The Dryad Digital Repository is a curated resource that makes the data underlying scientific publications discoverable, freely reusable, and citable. Dryad provides a general-purpose home for a wide diversity of datatypes.
re3data.org is a global registry of research data repositories that covers research data repositories from different academic disciplines. It presents repositories for the permanent storage and access of data sets to researchers, funding bodies, publishers and scholarly institutions. re3data.org promotes a culture of sharing, increased access and better visibility of research data.
JoVE publishes videos of scientific experiments from the top laboratories around the globe. UH Manoa has access to the following sections:
Video Journal: Cancer Research, Developmental Biology, Genetics, Immunology and Infection, Medicine, Neuroscience
Science Education: Basic Biology, Clinical Skills
This resource is available thanks to the JABSOM Health Sciences Library.
Bioline International is a not-for-profit electronic publishing service committed to providing open access to quality research journals published in developing countries.
BI's goal of reducing the South to North knowledge gap is crucial to a global understanding of health (tropical medicine, infectious diseases, epidemiology, emerging new diseases), biodiversity, the environment, conservation and international development. With peer-reviewed journals from Brazil, Cuba, India, Indonesia, Kenya, South Africa, Uganda, Zimbabwe and more to come, BI provides a unique service by making bioscience information generated in these countries available to the international research community world-wide.
To access HathiTrust as a University of Hawaii student, faculty or staff member, click on the yellow Log In button to the right of the screen and search partner institution for University of Hawaii. You can then log in with your UH username and password if you have not yet logged in today before continuing to HathiTrust as a UH member.
HathiTrust makes the digitized collections of some of the nation’s great research libraries available for all.
HathiTrust was initially conceived as a collaboration of the thirteen universities of the Committee on Institutional Cooperation, the University of California system, and the University of Virginia to establish a repository for those universities to archive and share their digitized collections. Page images of works in the public domain in HathiTrust are open to all researchers - whoever and wherever they may be.
Index to the Honolulu Advertiser, the Honolulu Star-Bulletin, and the Honolulu Star-Advertiser from 1989 to present. The Index is a service of the Hawaii State Public Library System (HSPLS). The Hawaii Newspaper Index can be searched by subject or by keyword(s).
HPJI is searchable in OneSearch. To search, click the link above, replace the "Hawaii" with your keywords, and then click "Search."
HPJI is a citation index to nearly 140 journals published in or about Hawaiʻi and the Pacific. Covers all subject areas and includes both peer-reviewed academic journals and "popular press" publications, most of which are not indexed anywhere else. Coverage dates back to the 1890s; all titles indexed are held in the print collections of Hamilton Library's Hawaiian and Pacific Collections. A listing of titles indexed in HPJI is available.
The Biodiversity Heritage Library (BHL), the digitization component of the Encyclopedia of Life, is a consortium of 12 major natural history museum libraries, botanical libraries, and research institutions organized to digitize, serve, and preserve the legacy literature of biodiversity.
The European Commission’s eContentPlus program has recently funded the BHL-Europe project, with 28 institutions, to assemble the European language literature. In addition, negotiations are being pursued with the Chinese Academy of Sciences, the Atlas of Living Australia and Brazil to join the BHL consortium. These projects will work together to share content, protocols, services, and digital preservation practices.Prior to digitization, the resources housed within each BHL institution have existed in isolation, available only to those with physical access to the collections. These collections are of exceptional value because the domain of systematic biology depends – more than any other science – upon historic literature. Consequently, the relative isolation of these collections presented an antiquated obstacle to further biodiversity investigation. This problem is particularly acute for the developing countries that are home to the majority of the world’s biodiversity.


__YOUR TASK__.
The data is to be transcribed in full, with nothing missed.

__PROVIDED DATA__.

______________________________

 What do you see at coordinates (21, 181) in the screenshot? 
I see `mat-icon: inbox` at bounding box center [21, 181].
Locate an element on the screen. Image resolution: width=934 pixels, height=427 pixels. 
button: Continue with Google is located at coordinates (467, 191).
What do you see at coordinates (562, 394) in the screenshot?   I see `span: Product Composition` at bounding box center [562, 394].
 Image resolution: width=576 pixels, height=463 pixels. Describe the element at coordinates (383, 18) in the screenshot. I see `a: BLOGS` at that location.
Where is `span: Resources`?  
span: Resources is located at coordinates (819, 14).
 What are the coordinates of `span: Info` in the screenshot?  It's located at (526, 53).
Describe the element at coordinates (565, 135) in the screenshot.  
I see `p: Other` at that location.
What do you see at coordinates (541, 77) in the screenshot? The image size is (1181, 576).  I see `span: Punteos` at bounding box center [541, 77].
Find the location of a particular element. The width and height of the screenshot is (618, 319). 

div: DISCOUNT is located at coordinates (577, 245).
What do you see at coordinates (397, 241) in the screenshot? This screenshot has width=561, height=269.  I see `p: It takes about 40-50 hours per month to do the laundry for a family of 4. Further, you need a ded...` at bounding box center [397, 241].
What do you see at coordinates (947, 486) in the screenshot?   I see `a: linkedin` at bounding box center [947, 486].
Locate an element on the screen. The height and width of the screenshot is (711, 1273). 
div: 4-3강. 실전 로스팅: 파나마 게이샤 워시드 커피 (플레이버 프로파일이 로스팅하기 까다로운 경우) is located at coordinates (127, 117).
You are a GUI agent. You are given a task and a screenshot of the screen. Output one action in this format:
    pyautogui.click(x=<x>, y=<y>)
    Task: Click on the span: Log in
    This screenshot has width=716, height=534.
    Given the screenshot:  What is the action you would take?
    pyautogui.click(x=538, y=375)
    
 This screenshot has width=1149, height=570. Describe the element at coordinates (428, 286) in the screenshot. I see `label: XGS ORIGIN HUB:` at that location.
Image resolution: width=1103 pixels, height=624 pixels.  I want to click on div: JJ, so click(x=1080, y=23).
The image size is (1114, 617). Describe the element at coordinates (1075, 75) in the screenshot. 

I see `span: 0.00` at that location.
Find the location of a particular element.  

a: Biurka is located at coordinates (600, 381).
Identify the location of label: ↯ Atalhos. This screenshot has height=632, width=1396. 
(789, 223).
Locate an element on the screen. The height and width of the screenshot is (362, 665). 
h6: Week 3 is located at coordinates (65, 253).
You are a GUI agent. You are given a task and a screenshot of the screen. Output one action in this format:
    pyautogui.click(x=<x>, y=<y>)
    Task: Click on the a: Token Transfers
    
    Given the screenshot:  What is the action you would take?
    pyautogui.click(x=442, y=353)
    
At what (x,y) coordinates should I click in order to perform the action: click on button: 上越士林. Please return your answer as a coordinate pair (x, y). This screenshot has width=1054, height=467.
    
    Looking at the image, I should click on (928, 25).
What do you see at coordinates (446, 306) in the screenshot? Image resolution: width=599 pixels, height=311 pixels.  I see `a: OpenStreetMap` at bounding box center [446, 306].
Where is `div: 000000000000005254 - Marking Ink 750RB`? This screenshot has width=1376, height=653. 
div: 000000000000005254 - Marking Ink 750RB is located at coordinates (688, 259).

______________________________

__TASK ANSWER__.
 What do you see at coordinates (21, 181) in the screenshot? 
I see `mat-icon: inbox` at bounding box center [21, 181].
Locate an element on the screen. Image resolution: width=934 pixels, height=427 pixels. 
button: Continue with Google is located at coordinates (467, 191).
What do you see at coordinates (562, 394) in the screenshot?   I see `span: Product Composition` at bounding box center [562, 394].
 Image resolution: width=576 pixels, height=463 pixels. Describe the element at coordinates (383, 18) in the screenshot. I see `a: BLOGS` at that location.
Where is `span: Resources`?  
span: Resources is located at coordinates (819, 14).
 What are the coordinates of `span: Info` in the screenshot?  It's located at (526, 53).
Describe the element at coordinates (565, 135) in the screenshot.  
I see `p: Other` at that location.
What do you see at coordinates (541, 77) in the screenshot? The image size is (1181, 576).  I see `span: Punteos` at bounding box center [541, 77].
Find the location of a particular element. The width and height of the screenshot is (618, 319). 

div: DISCOUNT is located at coordinates (577, 245).
What do you see at coordinates (397, 241) in the screenshot? This screenshot has width=561, height=269.  I see `p: It takes about 40-50 hours per month to do the laundry for a family of 4. Further, you need a ded...` at bounding box center [397, 241].
What do you see at coordinates (947, 486) in the screenshot?   I see `a: linkedin` at bounding box center [947, 486].
Locate an element on the screen. The height and width of the screenshot is (711, 1273). 
div: 4-3강. 실전 로스팅: 파나마 게이샤 워시드 커피 (플레이버 프로파일이 로스팅하기 까다로운 경우) is located at coordinates (127, 117).
You are a GUI agent. You are given a task and a screenshot of the screen. Output one action in this format:
    pyautogui.click(x=<x>, y=<y>)
    Task: Click on the span: Log in
    This screenshot has width=716, height=534.
    Given the screenshot:  What is the action you would take?
    pyautogui.click(x=538, y=375)
    
 This screenshot has width=1149, height=570. Describe the element at coordinates (428, 286) in the screenshot. I see `label: XGS ORIGIN HUB:` at that location.
Image resolution: width=1103 pixels, height=624 pixels.  I want to click on div: JJ, so click(x=1080, y=23).
The image size is (1114, 617). Describe the element at coordinates (1075, 75) in the screenshot. 

I see `span: 0.00` at that location.
Find the location of a particular element.  

a: Biurka is located at coordinates (600, 381).
Identify the location of label: ↯ Atalhos. This screenshot has height=632, width=1396. 
(789, 223).
Locate an element on the screen. The height and width of the screenshot is (362, 665). 
h6: Week 3 is located at coordinates (65, 253).
You are a GUI agent. You are given a task and a screenshot of the screen. Output one action in this format:
    pyautogui.click(x=<x>, y=<y>)
    Task: Click on the a: Token Transfers
    
    Given the screenshot:  What is the action you would take?
    pyautogui.click(x=442, y=353)
    
At what (x,y) coordinates should I click in order to perform the action: click on button: 上越士林. Please return your answer as a coordinate pair (x, y). This screenshot has width=1054, height=467.
    
    Looking at the image, I should click on (928, 25).
What do you see at coordinates (446, 306) in the screenshot? Image resolution: width=599 pixels, height=311 pixels.  I see `a: OpenStreetMap` at bounding box center [446, 306].
Where is `div: 000000000000005254 - Marking Ink 750RB`? This screenshot has width=1376, height=653. 
div: 000000000000005254 - Marking Ink 750RB is located at coordinates (688, 259).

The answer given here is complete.